To put it kindly, he looked like shit. Thick, purple lines fanned along his orbital bone, as though he’d forgotten to remove the black anti-glare paint most of us swiped across our cheeks before a game.
It wasn’t the first black eye/broken nose he’d ever had, but it was probably the first he’d had that was not caused by a misthrow to the face, or an errant bat flying through the air. Or anything baseball related.
“Nah, think it’s just bruised.” Even though his eyes had aggressively swollen, you could still see the amusement sparkling in them. “Looks cool though, right?”
I didn’t think it looked cool. It looked fucking painful.
“You should have iced it.”
He gave a half-hearted shrug. “I did. I put arnica on it too which is why it’s so black. I need it to heal quickly because I’ve got my award ceremony to attend.”
It took me a second to realize what he was talking about. “That’s not for another six weeks, and you haven’t been nominated.”
“But I will be. There’s no way I’m not getting the Cy Young this year.” He held up a set of finger guns and blew over the top of them.
“Just tell everyone you’ve had a nose job,” I grinned, “or a face lift. They’ll believe it, too. No one can be as handsome as you without help, right?”
I think he rolled his eyes, but it was hard to tell. “How’s your shoulder?”
Ace finished topping up the glasses and pushed one over to me. The tartness of the orange had me wincing through each gulp, but I downed it anyway.
“Sore, but nothing a massage won’t fix.” I squeezed along the muscles which had taken a battering when I’d hit theground, but I’d had worse.
“Morning.”
I spun around on the stool to find Parker and Tanner walking through from their bedrooms at either ends of the apartment, both of them rubbing their eyes. While they appeared in better shape than Ace, Tanner was definitely limping, and one of Parker’s cheeks was redder than usual, including a small graze from when he’d hit the ground.
“Hey, how are you two feeling?”
“Sore.”
“This is why I never played football,” grumbled Tanner. “D’you think this is how they feel all the time? I might have a new respect for them.”
“Yeah, but they wear pads to get sacked every week. We got tossed to the ground like sacks of potatoes.”
“Ace definitely got French fried,” Parker declared as he stood in front of him and peered at his face like he had a medical degree. He didn’t. “Does it hurt?”
“Yeah, but on a scale of one to the time Reeves was tossing the ball around and I caught it with my jaw, it’s a six.”
I winced at the memory. That had been a bad week. Ace had been eating through a straw for a week, though he’d been so high on morphine that we’d managed to convince him he was Batman. I think Tanner might have actually pissed himself from laughing so hard.
“Hmmm. It looks worse.”
Tanner slid out the stool next to me, scrubbing a hand down his face and yawning wide. “Strangest fucking night of my life.”
“Tell me about it. The whole goddamn day was strange.”
Parker flicked on the coffee machine. “Do you think wehave to tell Lowe?”
It was a question I’d been going over all night – you know, in between all the thinking about Radley.
Technically, as head of communications for the Lions, Lowe needed to know about anything which could have an impact on the team. Four of its players getting involved in a… um… ‘disagreement’ – for want of a better word – with the Secret Service certainly fell into that category, but then we have to go into why we’d had a ‘disagreement’. And the less said about that, the better.
Around four a.m. I’d come to the conclusion that no, we didn’t, but that could have been sleep deprivation talking.
I shook my head, slowly. “That dickhead said he’d keep our names out of it, and as much as I hate him with every fiber of my being, I trust him, weirdly.”
“Good. Let’s keep it need-to-know.” Tanner pointed at Ace as he reached for the juice, “And tell Payton not to blab.”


■ Problem ■
Return all lines from the listing below that include the word "Overview".

■ Available records ■
== Segment start ==

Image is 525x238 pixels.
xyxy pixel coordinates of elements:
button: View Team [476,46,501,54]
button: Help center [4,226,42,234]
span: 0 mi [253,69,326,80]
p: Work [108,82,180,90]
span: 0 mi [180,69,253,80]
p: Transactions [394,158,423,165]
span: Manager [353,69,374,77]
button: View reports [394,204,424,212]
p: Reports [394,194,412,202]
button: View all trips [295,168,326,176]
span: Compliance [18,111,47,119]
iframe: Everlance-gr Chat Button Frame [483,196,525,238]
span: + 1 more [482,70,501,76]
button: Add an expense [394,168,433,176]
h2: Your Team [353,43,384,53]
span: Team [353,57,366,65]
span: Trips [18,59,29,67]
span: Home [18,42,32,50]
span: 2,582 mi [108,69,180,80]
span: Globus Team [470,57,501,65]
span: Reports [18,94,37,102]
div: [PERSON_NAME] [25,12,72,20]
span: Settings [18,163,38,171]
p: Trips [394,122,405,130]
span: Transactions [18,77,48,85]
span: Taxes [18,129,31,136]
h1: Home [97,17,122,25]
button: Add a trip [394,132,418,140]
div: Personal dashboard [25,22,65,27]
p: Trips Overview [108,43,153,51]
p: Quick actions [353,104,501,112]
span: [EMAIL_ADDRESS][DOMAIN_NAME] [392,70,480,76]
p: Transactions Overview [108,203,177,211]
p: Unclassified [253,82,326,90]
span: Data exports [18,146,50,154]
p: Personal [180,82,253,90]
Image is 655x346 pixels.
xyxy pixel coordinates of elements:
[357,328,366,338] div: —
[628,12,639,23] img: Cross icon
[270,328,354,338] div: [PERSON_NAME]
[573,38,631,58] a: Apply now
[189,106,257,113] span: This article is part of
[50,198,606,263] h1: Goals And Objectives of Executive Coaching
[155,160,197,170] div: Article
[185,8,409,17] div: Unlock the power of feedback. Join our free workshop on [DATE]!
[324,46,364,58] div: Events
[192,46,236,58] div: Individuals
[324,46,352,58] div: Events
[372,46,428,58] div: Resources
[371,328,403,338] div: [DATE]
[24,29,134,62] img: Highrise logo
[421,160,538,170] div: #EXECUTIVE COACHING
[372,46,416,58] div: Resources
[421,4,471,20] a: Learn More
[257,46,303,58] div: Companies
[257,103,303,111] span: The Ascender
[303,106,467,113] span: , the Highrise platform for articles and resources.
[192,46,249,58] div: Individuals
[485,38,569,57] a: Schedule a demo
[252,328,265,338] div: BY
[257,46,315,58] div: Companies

== Segment end ==

■ Task output ■
p: Trips Overview [108,43,153,51]
p: Transactions Overview [108,203,177,211]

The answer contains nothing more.